Doctors rally behind autonomous vehicles as public health issue
Add Axios as your preferred source to
see more of our stories on Google.

Illustration: Aïda Amer/Axios
Two high-profile doctors are urging policymakers to support autonomous vehicle deployment, arguing the technology is already saving lives and should be a public health imperative.
Why it matters: It adds a public health voice to a broader policy push by the AV industry as state legislation stalls and debate over long-delayed federal regulations heats up in Congress.
Driving the news: Doctors Jonathan Slotkin and Eric Topol, both champions of AI-enabled health tech, have organized an open letter from doctors and nurses, urging government leaders to clear a regulatory path for AVs.
- Their letter, initially signed by 18 other clinicians, points to data showing material reductions in serious-injury crashes and crashes involving pedestrians and cyclists.
- It urges state and federal authorities "to responsibly act on the growing safety evidence around autonomous vehicles."
- AVs aren't a replacement for other safety enforcement efforts, they write, "but their safety data has reached a threshold we cannot responsibly ignore."
The data they cite is a 2025 peer-reviewed study, which examined 56.7 million fully driverless miles on public roads, and found an 85% reduction in serious-injury-or-worse crashes compared with human drivers on the same streets.
The intrigue: That data comes from Waymo, the AV industry leader, and the study was authored by the company's employees.
- So far, Waymo is the only AV developer publishing the kind of data clinicians need to evaluate health impacts — and the doctors say that's a problem.
The letter calls for standardized, enhanced federal data-reporting requirements for all AV companies to enable safety comparisons.
- It calls on state and local governments to replace "unwarranted regulatory barriers" with evidence-based frameworks that encourage deployment where the data supports it.
- They specifically cite efforts in New York, Massachusetts, Washington, Minnesota and Washington, D.C., to block robotaxis in their states.
Between the lines: Slotkin is a neurosurgeon and chief medical officer for strategy and growth at Geisinger Health System in Pennsylvania.
- He's also co-founder at Scrub Capital, an early-stage healthcare-focused venture firm.
- Over the past year, he has emerged as an outspoken advocate for AVs from a public-health perspective, including a recent guest essay in The New York Times that some criticized as being pro-Waymo.
What they're saying: Slotkin says neither he nor Topol — a cardiologist, author and healthtech commentator — is being paid for their advocacy and neither has a financial interest in any AV company.
- Slotkin says his underlying motivation is that "I'm a neurosurgeon that practices and frequently have blood on my hand from car crashes, including of children."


Task to carry out - In the entries below, how many lines include "curve"? Reply with the number and nothing more.
Dataset Start Marker
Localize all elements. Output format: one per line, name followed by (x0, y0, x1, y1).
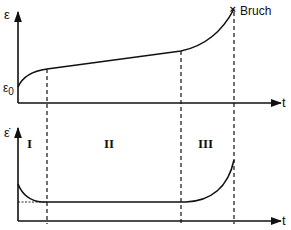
lower-y-label: ε̇ (4, 125, 11, 140)
strain-rate-curve (18, 160, 234, 202)
epsilon-zero-label: ε0 (3, 81, 14, 97)
upper-x-label: t (282, 95, 286, 110)
stage-boundaries (47, 12, 234, 224)
strain-curve (18, 9, 234, 87)
stage-label-1: I (27, 136, 32, 151)
lower-plot: ε̇ t I II III (4, 125, 286, 228)
upper-y-label: ε (4, 7, 10, 22)
creep-curve-diagram: ε ε0 t × Bruch ε̇ t I II III (0, 0, 291, 230)
upper-plot: ε ε0 t × Bruch (3, 3, 286, 110)
stage-label-2: II (104, 136, 114, 151)
rupture-label: Bruch (240, 4, 271, 18)
stage-label-3: III (198, 136, 213, 151)
lower-x-label: t (282, 213, 286, 228)
rupture-marker: × (230, 3, 236, 15)
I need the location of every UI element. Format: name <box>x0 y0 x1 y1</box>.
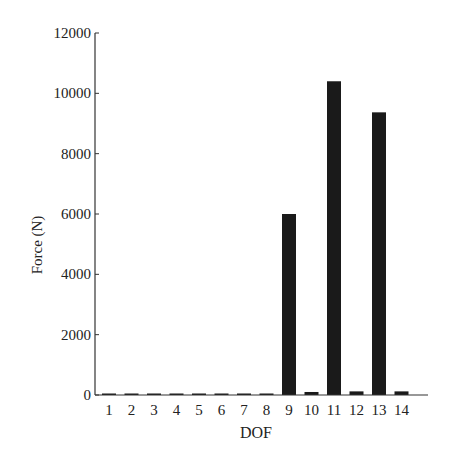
x-axis: 1234567891011121314 <box>95 395 428 418</box>
y-tick-label: 10000 <box>54 85 92 101</box>
y-tick-label: 12000 <box>54 25 92 41</box>
y-axis: 020004000600080001000012000 <box>54 25 100 403</box>
bar-11 <box>327 81 341 395</box>
x-tick-label: 5 <box>195 402 203 418</box>
y-tick-label: 6000 <box>61 206 91 222</box>
y-axis-label: Force (N) <box>29 216 46 275</box>
x-tick-label: 3 <box>150 402 158 418</box>
x-tick-label: 12 <box>349 402 364 418</box>
x-tick-label: 11 <box>327 402 341 418</box>
bar-chart: 020004000600080001000012000 123456789101… <box>0 0 457 453</box>
x-tick-label: 4 <box>173 402 181 418</box>
x-tick-label: 8 <box>263 402 271 418</box>
x-tick-label: 1 <box>105 402 113 418</box>
x-tick-label: 2 <box>128 402 136 418</box>
y-tick-label: 4000 <box>61 266 91 282</box>
y-tick-label: 8000 <box>61 146 91 162</box>
bars <box>102 81 409 395</box>
x-tick-label: 14 <box>394 402 410 418</box>
x-tick-label: 9 <box>285 402 293 418</box>
x-tick-label: 13 <box>372 402 387 418</box>
x-axis-label: DOF <box>240 424 272 441</box>
y-tick-label: 0 <box>84 387 92 403</box>
bar-13 <box>372 112 386 395</box>
x-tick-label: 6 <box>218 402 226 418</box>
x-tick-label: 10 <box>304 402 319 418</box>
bar-9 <box>282 214 296 395</box>
y-tick-label: 2000 <box>61 327 91 343</box>
x-tick-label: 7 <box>240 402 248 418</box>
Dataset End Marker
Solution below - 3